The panel has set a goal of increasing adult Pacific bluefin tuna stocks from some 17,000 tons in 2014 to around 41,000 tons by 2024.

In September, the WCPFC’s Northern Committee agreed to increase catch quotas once the probability of achieving the goal reaches 75 pct or more and to reduce the quotas if the figure falls below 60 pct.

With the WCPFC approving the introduction of the new rules, the framework to change catch quotas according to the speed of stock recovery is expected to be put in place in 2019 at the earliest.

This story originally appeared on Seafoodnews.com, a subscription site. It is reprinted with permission.

 

WCPFC members agree to increase bigeye limits

December 11, 2017 — Members of the Western and Central Pacific Fisheries Commission concluded a five-day conference in Manilla, The Philippines, earlier this week by increasing catch limits on tropical tunas. It’s a move at least one conservation group fears could threaten the bigeye stock.

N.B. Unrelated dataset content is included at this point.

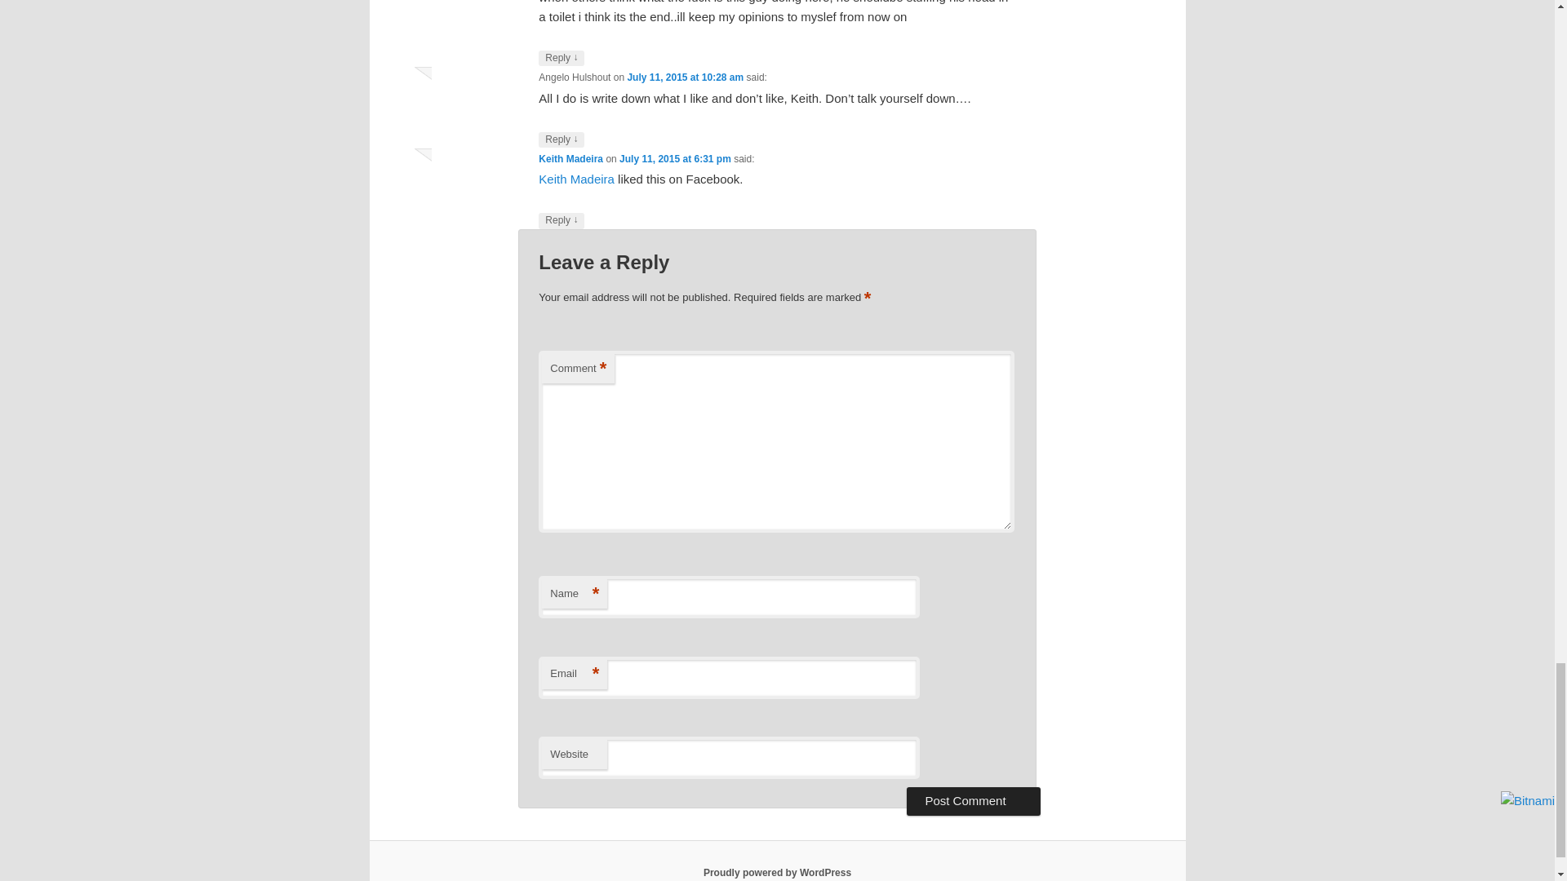 Image resolution: width=1567 pixels, height=881 pixels. I want to click on Post Comment, so click(973, 801).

Beginning next year, Japan will be able to catch up to 18,265 metric tons of bigeye tuna. South Korea was allotted a nearly 14,000-metric-ton limit, while Taiwan will be able to harvest nearly 10,500 metric tons. China received a limit of more than 8,200 metric tons, in addition to a one-time transfer of 500 metric tons from Japan in 2018. Indonesia received a provisional allotment of nearly 5,900 metric tons, and the United States, which won the right to use its Pacific territories to increase its limit, can catch more than 3,500 metric tons.

Those limits were set after the commission’s scientific committee concluded that the bigeye stock “appears” not to suffer from overfishing.

Amanda Nickson, who is the director of international fisheries for The Pew Charitable Trusts, called the decision to increase the limits by 10 percent disappointing. The commission’s decisions mean the bigeye stock have a greater than 20 percent chance of falling below its accepted biomass standards over the next 30 years.